Hollywood is a strange, strange thing. I feel like I've been invited to a very exclusive ball and I'm just trying to make nice with everybody and hope that if they kick me out they'll at least give me a ride home.
I feel sorry for the poor kids whose parents feel they're qualified to teach them at home. Of course, some parents are smarter than some teachers, but in the main I see home-schooling as misguided foolishness.
I'm very low-key. I don't really blend in, so it's difficult to go out in public. I like to do things that are kind of quiet, whether it's a dinner at my house or a restaurant, or a movie night at home.
I was brought up as an only child, and we were very close. But when I was 14, we got evicted. We came home to a padlock, and I looked up at my mom and she was crying, and there was nothing to do.
My parents liked to go dancing, and they encouraged all of us to bring our friends home. My brother had a skiffle group, and there would often be dancing in the house. And my parents would come and dance with us.
England is my home. London is my home. New York feels like, if I have to spend a year living in an unfamiliar city, this is a pretty lovely one to spend a year in, but I will be going home at the end of it, certainly.
The reality is, Jennifer and I can do our job well because we truly are friends. But when the day's over, she goes home to her boyfriend and I go home to a magazine.
My mother never gave up one me. I messed up in school so much they were sending me home, but my mother sent me right back.
I worked with a guy, I can't think of his name, him and his wife, and one of them had a saxophone and the other played drums. It wasn't a regular job but I did a few gigs around home with them.
I like home recordings and studio recordings just as much as each other - I don't think one is better - but for this record I wanted to see what I could do in a real studio with real producers.
My daughter is a freshman in college and my son is - well, our daughter and our son - is a sophomore in college. So they come home on selected weekends, they come home on vacations and they're home in the summer, although they have jobs.
I genuinely haven't really had a rebellious phase. I think it's just because of the way I was brought up. I think it's because I left home when I was ten years old.
Take, for example, the African jungle, the home of the cheetah. On whom does the cheetah prey? The old, the sick, the wounded, the weak, the very young, but never the strong. Lesson: If you would not be prey, you had better be strong.
At home I wear my own clothes, no makeup and don't do anything exciting with my hair. I get to borrow pretty dresses for the red carpet and have experts do my hair and makeup.
I was born in London in 1919. I first went to America in 1946 for a three-month holiday. Then I came back, worked here for almost a year sold up my home and went back on immigration in 1947.
I'm still a kid. I'm like six years old. But it's just a matter of wanting to get up, it's just a big journey. I felt like when I left home that I was on a journey, and I still am.
Oh, my ways are strange ways and new ways and old ways, And deep ways and steep ways and high ways and low, I'm at home and at ease on a track that I know not, And restless and lost on a road that I know.

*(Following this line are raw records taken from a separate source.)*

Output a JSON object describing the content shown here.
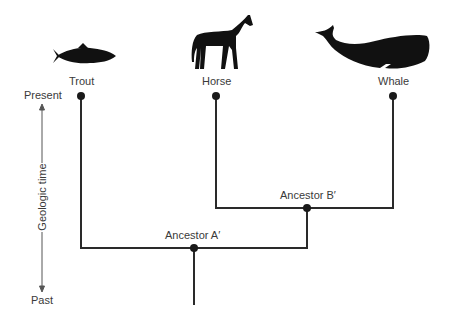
{
  "diagram": {
    "type": "cladogram",
    "taxa": [
      {
        "name": "Trout",
        "icon": "trout-icon"
      },
      {
        "name": "Horse",
        "icon": "horse-icon"
      },
      {
        "name": "Whale",
        "icon": "whale-icon"
      }
    ],
    "ancestors": [
      {
        "name": "Ancestor A′",
        "children": [
          "Trout",
          "Ancestor B′"
        ]
      },
      {
        "name": "Ancestor B′",
        "children": [
          "Horse",
          "Whale"
        ]
      }
    ],
    "time_axis": {
      "top": "Present",
      "bottom": "Past",
      "label": "Geologic time"
    },
    "line_color": "#222222"
  }
}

In the house in Beverly Hills where our four children grew up, living conditions were a few thousand times improved over the old tenement on New York's East 93rd Street we Marx Brothers called home.
I look at myself objectively and in a way I see myself as a commodity. Your name becomes somehow outside yourself. Now, when I'm at home being Mrs. Scarfe, that's when I'm most myself.
I ran away from home. I ran away from St. Louis, and then I ran away from the United States of America, because of that terror of discrimination, that horrible beast which paralyzes one's very soul and body.
If you can get a twelve year-old kid to go listen to Thelonius Monk, what more do you want? Do you want a big pile of cash, too? That's a home run for me.